Thursday, November 17, 2005

FIP

Over at the Oil Drum, they've done a very nice and extensive analysis of "fields in production" (FIP) for Exxon, the largest of the oil producers. Essentially, they've used Exxon's own numbers to calculate the expected amount of oil production, the actual amount, the cost to increase production, and then compared that to Exxon CEO Lee Raymond's ongoing optimistic predictions.

The whole post is a good read. But if you want to forego the graphs and math, here's the key graf:
Clearly, the bulk of Exxon's failure to grow their supply as they hoped does not come from project delays, but rather than from somewhat underestimating the decline rate in their existing fields. Indeed, for the last eight years, all of the very considerable new capacity that Exxon has bought on at great expense and enormous trouble has only gone to offset declines. They have not managed to grow their production or market share one iota
In a nutshell, older fields are slowing in production and the rate of new fields coming on line is not keeping up. The estimated rate of decline is around 8%. If true they conclude:
As those of you following my analysis of the relationship between miles travelled and GDP know, I'm pretty convinced the US economy can't save very much absolute oil usage without economic growth being hurt - we can only make the economy less oil intensive at 3%-4% annually....
If these estimates are true, it suggests that a gradual adaptation to peak oil is not going to occur without pain. The rate of decline is simply higher than the historic rate of adaptation.

Granted, there are a lot of if's in this scenario. But it's just a tiny bit piled on a growing mountain of evidence that a government sponsored, highly proactive movement away from a petroleum economy is essential.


> **PROBLEM REQUIREMENTS**:
Give the data back exactly as it stands.

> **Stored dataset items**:
*** Block opens ***

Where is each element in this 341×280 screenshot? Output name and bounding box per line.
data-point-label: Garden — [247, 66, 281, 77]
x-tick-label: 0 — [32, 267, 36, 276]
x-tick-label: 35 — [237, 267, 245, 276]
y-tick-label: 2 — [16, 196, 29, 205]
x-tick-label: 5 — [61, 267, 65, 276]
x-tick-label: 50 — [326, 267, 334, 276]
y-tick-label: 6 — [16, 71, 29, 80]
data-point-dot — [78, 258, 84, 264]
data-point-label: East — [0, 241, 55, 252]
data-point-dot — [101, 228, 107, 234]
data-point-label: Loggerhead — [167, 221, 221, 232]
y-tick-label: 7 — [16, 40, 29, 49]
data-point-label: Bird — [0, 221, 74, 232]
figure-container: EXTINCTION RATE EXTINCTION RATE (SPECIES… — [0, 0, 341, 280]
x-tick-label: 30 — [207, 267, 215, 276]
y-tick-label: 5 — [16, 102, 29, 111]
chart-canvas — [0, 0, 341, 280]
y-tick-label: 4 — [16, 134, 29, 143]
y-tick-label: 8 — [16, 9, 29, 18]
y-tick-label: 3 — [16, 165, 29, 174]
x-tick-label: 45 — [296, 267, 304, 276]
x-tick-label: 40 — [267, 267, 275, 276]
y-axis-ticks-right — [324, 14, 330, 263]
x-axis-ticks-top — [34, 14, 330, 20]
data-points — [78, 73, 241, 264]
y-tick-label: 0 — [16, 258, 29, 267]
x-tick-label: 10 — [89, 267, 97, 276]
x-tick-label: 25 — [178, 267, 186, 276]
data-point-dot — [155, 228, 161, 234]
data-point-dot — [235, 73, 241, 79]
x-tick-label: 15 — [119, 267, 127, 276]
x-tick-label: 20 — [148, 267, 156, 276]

*** Block closes ***

> **RESPONSE AREA**:
Where is each element in this 341×280 screenshot? Output name and bounding box per line.
data-point-label: Garden — [247, 66, 281, 77]
x-tick-label: 0 — [32, 267, 36, 276]
x-tick-label: 35 — [237, 267, 245, 276]
y-tick-label: 2 — [16, 196, 29, 205]
x-tick-label: 5 — [61, 267, 65, 276]
x-tick-label: 50 — [326, 267, 334, 276]
y-tick-label: 6 — [16, 71, 29, 80]
data-point-dot — [78, 258, 84, 264]
data-point-label: East — [0, 241, 55, 252]
data-point-dot — [101, 228, 107, 234]
data-point-label: Loggerhead — [167, 221, 221, 232]
y-tick-label: 7 — [16, 40, 29, 49]
data-point-label: Bird — [0, 221, 74, 232]
figure-container: EXTINCTION RATE EXTINCTION RATE (SPECIES… — [0, 0, 341, 280]
x-tick-label: 30 — [207, 267, 215, 276]
y-tick-label: 5 — [16, 102, 29, 111]
chart-canvas — [0, 0, 341, 280]
y-tick-label: 4 — [16, 134, 29, 143]
y-tick-label: 8 — [16, 9, 29, 18]
y-tick-label: 3 — [16, 165, 29, 174]
x-tick-label: 45 — [296, 267, 304, 276]
x-tick-label: 40 — [267, 267, 275, 276]
y-axis-ticks-right — [324, 14, 330, 263]
x-axis-ticks-top — [34, 14, 330, 20]
data-points — [78, 73, 241, 264]
y-tick-label: 0 — [16, 258, 29, 267]
x-tick-label: 10 — [89, 267, 97, 276]
x-tick-label: 25 — [178, 267, 186, 276]
data-point-dot — [155, 228, 161, 234]
data-point-dot — [235, 73, 241, 79]
x-tick-label: 15 — [119, 267, 127, 276]
x-tick-label: 20 — [148, 267, 156, 276]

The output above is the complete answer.